Founder Paul Watson wrote in “Earthforce! An Earth Warrior’s Guide to Strategy” that “media manipulation is merely a matter of survival in a media culture.”  No incident goes without a press release or an immediate feed through social media (especially via Twitter).  Air time in “Whale Wars,” which has been one of the highest rated programs on cable television’s Animal Planet, is a key piece to the organization’s operations.  During its most recent campaign, several crew members were devoted to photography and media including a live-stream operator where viewers could watch a real-time chase of the Japanese whaling ships by Sea Shepherd.   Similar live-streaming could conceivably be used as an information operations adjunct to future naval clashes.  For example, a swarm of Iranian speedboats harassing navy vessels might entice an over-aggressive reaction which would then be linked to an immediate Twitter feed, much like those chronicling many of the so-called Arab Spring uprisings.

Also like a number of criminal and terrorist organizations, Sea Shepherd has learned to operate between international legal seams and jurisdictions.  Sea Shepherd contends that its activities at sea are guided by Sections 21-24 of the United Nations World Charter for Nature which provides authority to individuals to act on behalf of and enforce international conservation laws.

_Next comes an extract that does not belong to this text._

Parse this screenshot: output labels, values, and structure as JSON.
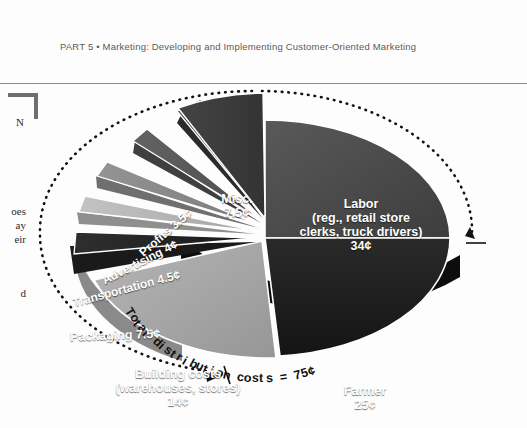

The group has filed criminal complaints against Japanese whalers in various jurisdictions alleging wide-ranging infractions including piracy.  Conversely, numerous legal actions have been taken against the Sea Shepherd organization and its members.

In early 2013, after months of moving covertly between various countries as an international fugitive, Paul Watson stepped down from paid positions “with Sea Shepherd anywhere Sea Shepherd is registered and operates as a non-profit organization in any nation."[8]  He also did not serve as a ship’s captain during the latest Sea Shepherd campaign.  Despite this apparent resignation, Watson remains the organization’s notional leader and spokesman. Leadership can be a center of gravity for some non-states actors.  When Shoko Asahara and Abimael Guzman, founders of the terrorist organization Aum Shinrikyo and Shining Path, were arrested, activity within their organizations largely abated.  Other groups, such as al Qaida, have proven more resilient to leadership attrition.  Paul Watson is the founder and charismatic leader of Sea Shepherd; when he no longer serves in that role, it might be difficult for the organization to continue in its current form or trajectory.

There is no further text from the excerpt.